EDITORIAL: Black history is American history

Maleigh Crespo, Op/Ed Editor

Bomb threats are haunting historically Black colleges and universities across the country. Books reflecting an ugly truth are being banned to make people comfortable. Critical race theory, the way we view people of color in a White-dominated society, is being removed from curricula. And at our university, Loyola’s African-American studies department is missing a permanent chair.

Black History Month recognizes and celebrates not only the contributions of Black people in society but also their history. A history that is consistently White washed. Black people built this country, and that fact is too often buried to reflect a more “patriotic” narrative, a White narrative.

People need to be educated about the true history of this country, yet school boards are banning books and changing curricula.

You can’t pick and choose history. Ignorance is not bliss, and though history doesn’t repeat, it rhymes. If we neglect to learn from our mistakes, we’ll be doomed to subscribe to the same ideas that poisoned our past and continue to permeate our present — a never-ending cycle of racism. We need to talk about our past and present in order to change our future.

When Carter G. Woodson founded “Negro History Week” in 1926, which would later become the month-long event we celebrate today, his intentions were clear.

“It is not so much a Negro History Week as it is a History Week. We should emphasize not Negro History, but the Negro in History. What we need is not a history of selected races or nations, but the history of the world void of national bias, race, hatred, and religious prejudice,” he said.

He knew then what many fail to realize today. We are failing as a country, and as a community, to understand that Black history is American history.

The black and white photos in our history books continue to lie to us, claiming that history happened millions of years ago. In reality, however, we are living history today.

Our grandparents lived it, our parents remember it, yet we are still seeing it today. We have been complicit in not only the systematic mistreatment of Black Americans but also the building of the systems themselves.

Ruby Bridges, the first child to integrate to an all-White school in New Orleans during the 1960 desegregation, is 67 years old. Let that sink in. Most of our grandparents are older than her. Some may have even yelled at 6-year-old Bridges as she was escorted by U.S. Marshals into school that historical morning.

Our generation needs to be on the right side of history, and progress starts on the steps of Marquette.

If we want to see changes in the rest of the world, it’s time that we start looking inwards. Loyola needs to ensure it’s dedicating adequate resources towards the African American studies department. It’s unreasonable that Loyola, a university in a hub of Black culture, doesn’t dedicate more resources to honoring the community it exists within.

Everything we love about America is because of Black people. It’s time to celebrate that, not avoid it.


> **PROBLEM TO WORK ON**:
Copy all lines below containing "state".

> **ENTRIES SHOWN**:
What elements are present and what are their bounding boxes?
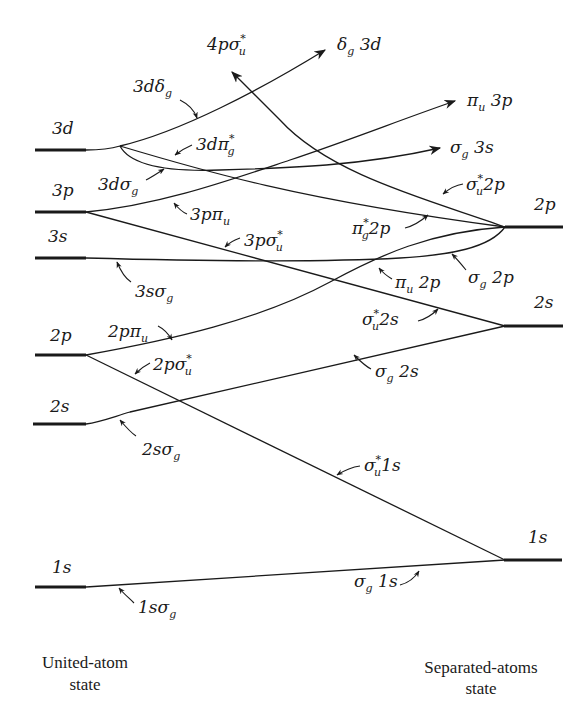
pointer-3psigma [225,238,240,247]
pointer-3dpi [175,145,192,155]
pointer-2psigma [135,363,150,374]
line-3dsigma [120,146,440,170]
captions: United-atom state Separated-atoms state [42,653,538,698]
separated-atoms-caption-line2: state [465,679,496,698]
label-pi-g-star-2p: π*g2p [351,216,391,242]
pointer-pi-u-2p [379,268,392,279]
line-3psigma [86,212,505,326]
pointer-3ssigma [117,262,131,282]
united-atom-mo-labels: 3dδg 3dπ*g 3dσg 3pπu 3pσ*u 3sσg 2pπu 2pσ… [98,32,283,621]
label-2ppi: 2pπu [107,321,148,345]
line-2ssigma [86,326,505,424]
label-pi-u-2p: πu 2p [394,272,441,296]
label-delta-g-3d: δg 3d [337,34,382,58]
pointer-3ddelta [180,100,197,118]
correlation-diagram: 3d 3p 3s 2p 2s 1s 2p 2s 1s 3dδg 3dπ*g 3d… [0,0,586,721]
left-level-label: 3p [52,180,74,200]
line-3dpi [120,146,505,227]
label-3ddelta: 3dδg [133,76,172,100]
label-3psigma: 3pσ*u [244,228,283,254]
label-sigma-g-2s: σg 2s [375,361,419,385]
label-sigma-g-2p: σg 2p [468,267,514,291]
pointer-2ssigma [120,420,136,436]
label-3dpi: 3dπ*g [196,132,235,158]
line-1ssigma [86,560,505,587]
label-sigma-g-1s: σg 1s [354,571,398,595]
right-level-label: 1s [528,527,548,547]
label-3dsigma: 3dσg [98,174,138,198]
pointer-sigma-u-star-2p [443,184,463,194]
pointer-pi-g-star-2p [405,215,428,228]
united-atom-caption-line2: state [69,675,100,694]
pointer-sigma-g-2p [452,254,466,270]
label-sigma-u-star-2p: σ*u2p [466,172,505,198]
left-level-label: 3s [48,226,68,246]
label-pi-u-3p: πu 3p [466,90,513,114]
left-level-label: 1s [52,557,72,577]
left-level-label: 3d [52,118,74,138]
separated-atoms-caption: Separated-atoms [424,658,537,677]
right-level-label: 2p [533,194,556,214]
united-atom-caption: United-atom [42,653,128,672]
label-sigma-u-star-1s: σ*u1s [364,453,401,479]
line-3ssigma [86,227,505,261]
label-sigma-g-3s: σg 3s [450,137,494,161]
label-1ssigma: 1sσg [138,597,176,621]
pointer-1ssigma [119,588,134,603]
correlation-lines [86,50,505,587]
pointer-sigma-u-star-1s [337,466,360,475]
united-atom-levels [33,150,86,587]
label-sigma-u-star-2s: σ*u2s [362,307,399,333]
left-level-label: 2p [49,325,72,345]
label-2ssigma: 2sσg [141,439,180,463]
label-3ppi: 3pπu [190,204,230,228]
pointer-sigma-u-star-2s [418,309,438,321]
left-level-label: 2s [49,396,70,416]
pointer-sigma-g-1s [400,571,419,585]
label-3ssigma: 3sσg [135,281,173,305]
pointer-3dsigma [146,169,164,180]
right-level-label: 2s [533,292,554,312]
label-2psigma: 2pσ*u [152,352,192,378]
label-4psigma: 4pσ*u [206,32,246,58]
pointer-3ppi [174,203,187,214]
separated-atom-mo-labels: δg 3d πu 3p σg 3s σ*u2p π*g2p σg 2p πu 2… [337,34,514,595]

> **ANSWER SPACE**:
captions: United-atom state Separated-atoms state [42,653,538,698]
separated-atoms-caption-line2: state [465,679,496,698]
united-atom-caption-line2: state [69,675,100,694]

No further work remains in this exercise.